Lords committee investigates social care ‘invisibility’

The House of Lords adult social care committee has announced plans to investigate ‘the invisibility of adult social care’.

The committee has invited the public to submit its views as to why ‘both the people who draw on care and support and their carers are largely invisible’. Its aim is to ‘consider how that entrenched invisibility … impacts on the lives of people who draw on care and support and the lives of the people who enable them and care for them. It will explore what needs to change to create a fair, resilient and sustainable care system that better enables everyone to “live an ordinary life”, and in doing so, gives individuals choice and control over their lives.’

The chair of the committee, Baroness Andrews, said: While people understand by experience what the health service does, very few people understand what adult social care is, how it works and why it matters, until they themselves or their friends and families are directly affected.  

“This relative ‘invisibility’ means that it can be difficult to bring about positive change on the ground, not least because so much is so far from sight.  

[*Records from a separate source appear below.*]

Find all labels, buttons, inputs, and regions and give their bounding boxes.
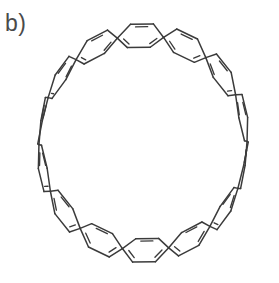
benzene-ring — [38, 145, 50, 192]
benzene-ring — [206, 54, 236, 96]
benzene-ring — [210, 188, 238, 230]
benzene-ring — [38, 97, 48, 144]
nanohoop-structure-diagram — [0, 0, 279, 283]
fused-ring-band — [38, 24, 248, 262]
benzene-ring — [169, 222, 210, 256]
figure-panel: b) — [0, 0, 279, 283]
benzene-ring — [238, 141, 248, 188]
benzene-ring — [76, 30, 117, 64]
benzene-ring — [236, 94, 248, 141]
benzene-ring — [48, 56, 76, 98]
benzene-ring — [122, 238, 168, 262]
benzene-ring — [117, 24, 163, 48]
benzene-ring — [50, 190, 80, 232]
benzene-ring — [164, 29, 206, 62]
benzene-ring — [80, 224, 122, 257]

“The nature of invisibility, for example, describes not only the enormous diversity and different challenges faced by those who draw on social care, but also the experience of the many millions of family members and friends across the country who support their loved ones -young and old - to live their lives, often providing more care and support than formal services. 

“In launching this inquiry, our main purpose is to understand and recognise how these barriers of invisibility can be dismantled and how both those who receive different types of support and care at different ages can meet their aspirations for a full life, as well as their families and friends who care for them.  

“By listening and learning from those who will share their experience and knowledge with us, we also seek to reflect on what the meaning of social care should be and ask how far the system remains from realising that meaning in the everyday lives of people who draw on care and of their families. In doing so, we can challenge the assumption that unpaid care is always an option and anticipate the need for new forms of care and support.”